Fried space rock, total reverb overload and damaged psyche with vocal yelps that jab your eyes, it’s what Comets on Fire could be like if they took a Man’s Ruin desert trip with Boris and jammed at full tilt. Wild but never, ever sloppy, Bo Ningen bow out with a noise maelstrom that’s utter fucking carnage. Astonishing.

Downstairs, festival headliners Peace are on the big stage with whatever it is that they do.

But who wants Peace when you can have war? BO NINGEN. Game over.

PSYCH HOUR

MUGSTAR MAN’S OUT-THERE RADIO HOUR

Should have done a quickie post about this sooner, because there aren’t many days until it expires, but if you’re seeking a 60-minute psych-out curated by an insider – and who isn’t? – check this Freak Zone Playlist on 6 Music.

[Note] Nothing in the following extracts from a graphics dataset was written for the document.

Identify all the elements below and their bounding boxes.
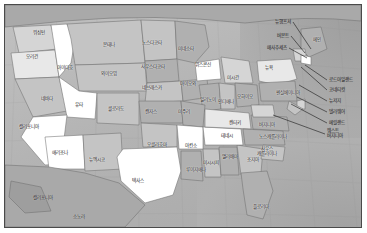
map-figure: 워싱턴오리건아이다호몬태나노스다코타미네소타사우스다코타와이오밍네바다유타콜로라… [0, 0, 367, 233]
leader-lines-layer [5, 5, 361, 227]
map-frame[interactable]: 워싱턴오리건아이다호몬태나노스다코타미네소타사우스다코타와이오밍네바다유타콜로라… [4, 4, 362, 228]
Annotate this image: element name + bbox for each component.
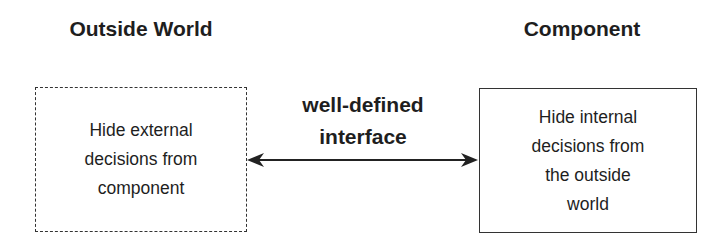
bidirectional-arrow-icon xyxy=(0,0,728,249)
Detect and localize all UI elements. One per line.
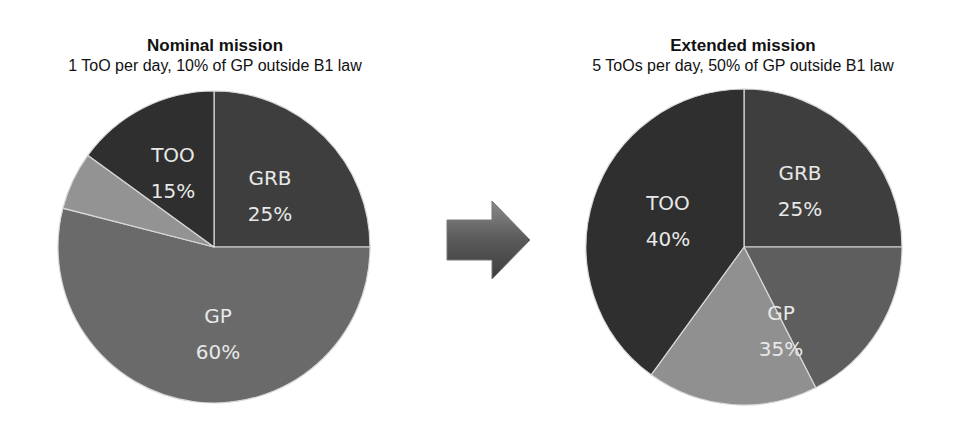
slice-pct-label-too: 40%	[646, 227, 690, 251]
slice-pct-label-too: 15%	[151, 179, 195, 203]
pie-nominal: GRB25%GP60%TOO15%	[58, 91, 370, 403]
slice-label-too: TOO	[150, 143, 195, 167]
pie-extended: GRB25%TOO40%GP35%	[586, 89, 902, 405]
slice-pct-label-gp: 35%	[759, 337, 803, 361]
charts-canvas: GRB25%GP60%TOO15% GRB25%TOO40%GP35%	[0, 0, 966, 438]
slice-pct-label-grb: 25%	[778, 197, 822, 221]
slice-label-gp: GP	[204, 304, 232, 328]
slice-label-grb: GRB	[778, 161, 821, 185]
slice-pct-label-gp: 60%	[196, 340, 240, 364]
slice-label-too: TOO	[645, 191, 690, 215]
slice-label-gp: GP	[767, 301, 795, 325]
slice-label-grb: GRB	[248, 166, 291, 190]
right-arrow-icon	[447, 201, 530, 279]
pie-slice-grb	[744, 89, 902, 247]
slice-pct-label-grb: 25%	[248, 202, 292, 226]
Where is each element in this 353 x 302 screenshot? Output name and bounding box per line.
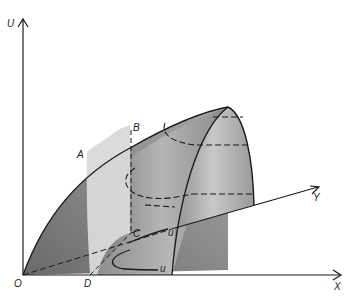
label-y-axis: Y	[313, 192, 321, 203]
label-curve-lower: u	[160, 263, 166, 274]
label-point-d: D	[84, 278, 91, 289]
label-point-b: B	[133, 122, 140, 133]
label-curve-upper: u	[168, 227, 174, 238]
label-point-c: C	[133, 228, 141, 239]
utility-surface-diagram: U X Y O A B C D u u	[0, 0, 353, 302]
label-point-a: A	[76, 149, 84, 160]
label-u-axis: U	[7, 18, 15, 29]
label-origin: O	[14, 278, 22, 289]
label-x-axis: X	[333, 281, 341, 292]
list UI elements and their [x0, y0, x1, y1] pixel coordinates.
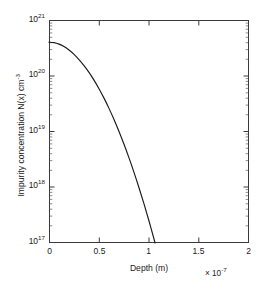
- x-tick-label-2: 2: [233, 247, 264, 256]
- x-tick-label-0: 0: [34, 247, 65, 256]
- x-tick-label-1: 1: [133, 247, 164, 256]
- y-tick-label-1e17: 1017: [3, 237, 45, 246]
- y-tick-label-1e21: 1021: [3, 15, 45, 24]
- x-tick-label-1-5: 1.5: [183, 247, 214, 256]
- x-major-ticks: [50, 21, 249, 243]
- y-axis-label: Impurity concentration N(x) cm-3: [17, 35, 26, 235]
- y-minor-ticks: [50, 23, 249, 226]
- impurity-concentration-chart: 1021 1020 1019 1018 1017 0 0.5 1 1.5 2 I…: [0, 0, 267, 291]
- concentration-curve: [49, 42, 155, 243]
- y-major-ticks: [50, 21, 249, 243]
- x-tick-label-0-5: 0.5: [84, 247, 115, 256]
- plot-frame: [50, 21, 249, 243]
- x-axis-exponent-multiplier: × 10-7: [205, 270, 227, 278]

Aired in connection with the Liverpool International Festival of Psychedelia last month, it features Jason Stoll – Mugstar bassist, God Unknown Records label dude – as your soft-spoken guide through the anything-goes.

Many high points here, especially Mesange’s ethereal low frequency – a Sunn O))) undercurrent to Zep’s In the Light spook – and Here Lies Man’s max fuzz Afrobeat, but the most audacious slab is Sly & the Family Drone/Dead Neanderthals. Destined not to be stuck on repeat in the car for the Aldi family shop, Sly/Dead hammer out a confrontational 10 minutes of doomed saxophony.

The psych playlist expires by October 28, go check it.

Stretching the Festival of Psychedelia theme a bit more, a link to Julie’s Haircut turned up in an email the other week – they also played the festival, and you can hear why. Whispered moto-shimmer with sax of a very different order to Sly/Dead, you might fancy picking them up for a psych expedition.

AND…Ritual Union music event this Saturday in Oxford. Bo Ningen, Ulrika Spacek and Flamingods are among the bands at this 4-stage Cowley Road special, let’s hope the whole thing rocks enough on the day/night. See you down there.